I run into quite a few situations where I am having to do value transformations whether it be filter or any other situation -- and while it isn't very difficult once you get the hang of it, I figured a little micro-package would be useful here to enforce type-safe value transformations in a standard manner.

Its late so I'll try to put together some nice examples that are actually useful soon -- for now there are a few documented and it should work very well.

It is published to npm as flow-type-transformer and is a runtime value transformer which is extremely tiny (500 bytes or so) and includes flow-type information for development.

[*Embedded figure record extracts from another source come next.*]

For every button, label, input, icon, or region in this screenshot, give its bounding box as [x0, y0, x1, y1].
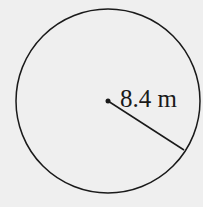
radius-label: 8.4 m [120, 85, 178, 112]
circle-diagram: 8.4 m [0, 0, 203, 207]
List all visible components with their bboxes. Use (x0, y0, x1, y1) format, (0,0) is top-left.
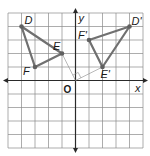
vertex-label: D' (132, 15, 143, 27)
y-axis-arrow-down-icon (73, 148, 78, 153)
vertex-point (60, 51, 65, 56)
y-axis-label: y (78, 12, 86, 24)
vertex-label: D (25, 14, 33, 26)
vertex-point (33, 65, 38, 70)
x-axis-arrow-icon (143, 78, 148, 83)
x-axis-label: x (134, 82, 141, 94)
vertex-label: E' (101, 68, 111, 80)
vertex-point (19, 24, 24, 29)
triangle-DEF-image (89, 27, 130, 68)
origin-label: O (64, 84, 72, 95)
vertex-label: F' (78, 29, 88, 41)
x-axis-arrow-left-icon (3, 78, 8, 83)
y-axis-arrow-up-icon (73, 8, 78, 13)
vertex-point (87, 38, 92, 43)
vertex-label: E (53, 40, 61, 52)
coordinate-plane: x y O DEFD'E'F' (0, 0, 150, 156)
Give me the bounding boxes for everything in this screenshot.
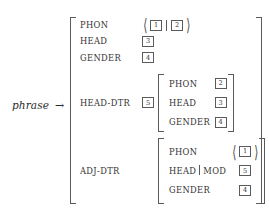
tag-box: 3 <box>142 36 154 47</box>
adj-dtr-row-phon: PHON ⟨ 1 ⟩ <box>164 142 259 161</box>
value: 3 <box>213 97 228 108</box>
angle-list: ⟨ 1 ⟩ <box>231 146 259 157</box>
outer-phon-value: ⟨ 1 2 ⟩ <box>142 20 191 31</box>
outer-row-phon: PHON ⟨ 1 2 ⟩ <box>80 17 256 33</box>
adj-dtr-matrix-body: PHON ⟨ 1 ⟩ HEADMOD <box>164 138 259 204</box>
attribute-label: ADJ-DTR <box>80 166 142 176</box>
angle-list: ⟨ 1 2 ⟩ <box>142 20 191 31</box>
outer-matrix: PHON ⟨ 1 2 ⟩ HEAD 3 <box>70 17 258 204</box>
outer-row-head: HEAD 3 <box>80 33 256 49</box>
head-dtr-row-gender: GENDER 4 <box>164 113 228 132</box>
value: 4 <box>213 117 228 128</box>
outer-matrix-body: PHON ⟨ 1 2 ⟩ HEAD 3 <box>76 17 256 204</box>
adj-dtr-bracket-right <box>259 138 265 204</box>
attribute-label: GENDER <box>169 117 213 127</box>
type-label: phrase → <box>12 99 64 111</box>
attribute-label: PHON <box>169 147 231 157</box>
value: 5 <box>231 165 259 176</box>
list-separator-icon <box>166 20 167 31</box>
path-segment-mod: MOD <box>203 166 226 176</box>
head-dtr-row-head: HEAD 3 <box>164 93 228 112</box>
value: ⟨ 1 ⟩ <box>231 146 259 157</box>
head-dtr-row-phon: PHON 2 <box>164 74 228 93</box>
attribute-label: HEAD-DTR <box>80 98 142 108</box>
tag-box: 4 <box>142 52 154 63</box>
path-separator-icon <box>199 165 200 175</box>
outer-row-gender: GENDER 4 <box>80 50 256 66</box>
tag-box: 5 <box>142 97 154 108</box>
tag-box: 2 <box>171 20 183 31</box>
attribute-path-label: HEADMOD <box>169 165 231 176</box>
attribute-label: HEAD <box>169 98 213 108</box>
attribute-label: HEAD <box>80 36 142 46</box>
path-segment-head: HEAD <box>169 166 196 176</box>
attribute-label: PHON <box>169 79 213 89</box>
tag-box: 1 <box>150 20 162 31</box>
avm-figure: phrase → PHON ⟨ 1 2 ⟩ <box>0 0 269 217</box>
value: 2 <box>213 78 228 89</box>
attribute-label: PHON <box>80 20 142 30</box>
head-dtr-bracket-right <box>228 74 234 132</box>
outer-gender-value: 4 <box>142 52 154 63</box>
tag-box: 2 <box>215 78 227 89</box>
tag-box: 4 <box>215 117 227 128</box>
outer-row-adj-dtr: ADJ-DTR PHON ⟨ 1 ⟩ <box>80 138 256 204</box>
adj-dtr-row-head-mod: HEADMOD 5 <box>164 161 259 180</box>
outer-row-head-dtr: HEAD-DTR 5 PHON 2 HEAD <box>80 74 256 132</box>
head-dtr-matrix: PHON 2 HEAD 3 GENDER <box>158 74 234 132</box>
type-name: phrase <box>12 99 49 111</box>
adj-dtr-row-gender: GENDER 4 <box>164 181 259 200</box>
tag-box: 1 <box>239 146 251 157</box>
head-dtr-tag-slot: 5 <box>142 97 158 108</box>
value: 4 <box>231 185 259 196</box>
adj-dtr-matrix: PHON ⟨ 1 ⟩ HEADMOD <box>158 138 256 204</box>
head-dtr-matrix-body: PHON 2 HEAD 3 GENDER <box>164 74 228 132</box>
tag-box: 5 <box>239 165 251 176</box>
tag-box: 3 <box>215 97 227 108</box>
attribute-label: GENDER <box>80 53 142 63</box>
tag-box: 4 <box>239 185 251 196</box>
outer-head-value: 3 <box>142 36 154 47</box>
implication-arrow-icon: → <box>55 100 64 111</box>
attribute-label: GENDER <box>169 185 231 195</box>
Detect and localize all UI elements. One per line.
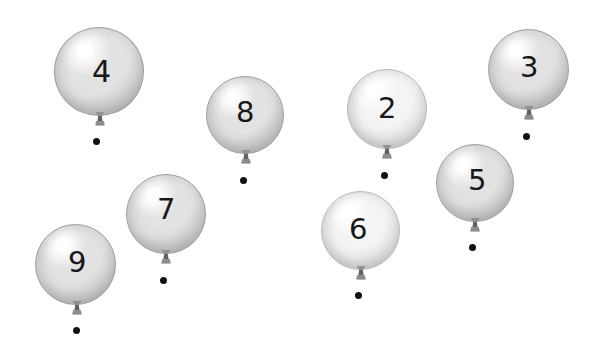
balloon-7-number: 7	[157, 195, 175, 224]
balloon-4-knot-icon	[91, 111, 109, 131]
balloon-9-knot-icon	[68, 300, 86, 320]
balloon-2-number: 2	[378, 94, 396, 123]
balloon-6-dot[interactable]	[355, 292, 362, 299]
balloon-9-number: 9	[68, 248, 86, 277]
balloon-7-knot-icon	[157, 249, 175, 269]
balloon-8-number: 8	[236, 98, 254, 127]
balloon-4-number: 4	[92, 57, 111, 87]
balloon-6-knot-icon	[352, 265, 370, 285]
balloon-8-knot-icon	[237, 149, 255, 169]
balloon-4-dot[interactable]	[93, 138, 100, 145]
balloon-5-knot-icon	[466, 217, 484, 237]
balloon-9-dot[interactable]	[73, 327, 80, 334]
balloon-2-knot-icon	[378, 144, 396, 164]
balloon-canvas: 48235769	[0, 0, 602, 352]
balloon-5-number: 5	[468, 166, 486, 195]
balloon-3-knot-icon	[520, 105, 538, 125]
balloon-3-number: 3	[520, 53, 538, 82]
balloon-6-number: 6	[349, 215, 367, 244]
balloon-2-dot[interactable]	[381, 172, 388, 179]
balloon-8-dot[interactable]	[240, 177, 247, 184]
balloon-5-dot[interactable]	[469, 244, 476, 251]
balloon-7-dot[interactable]	[160, 277, 167, 284]
balloon-3-dot[interactable]	[523, 133, 530, 140]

Below is a completely useless example to illustrate the use. it simply provides a nice little transform utility type & transformation class:

import type { $Transform } from 'flow-type-transformer';
import createTransformer   from 'flow-type-transformer';

// pointless transformer example (since Flow can infer this)
const stringToNumber: $Transform<string, number> = createTransformer(str => Number(str))
const n = stringToNumber('1')

@ctrlplusb I would think something like this should make it far easier to build nice functional interfaces that remain type safe.

https://github.com/Dash-OS/flow-type-transformer

I tested against the array filter example (which arr.filter(Boolean) is a far better solution for in this case). It is obviously more verbose for the simple stuff but should make composing transformations
which are type safe fairly straight forward. It's already helped us quite a bit.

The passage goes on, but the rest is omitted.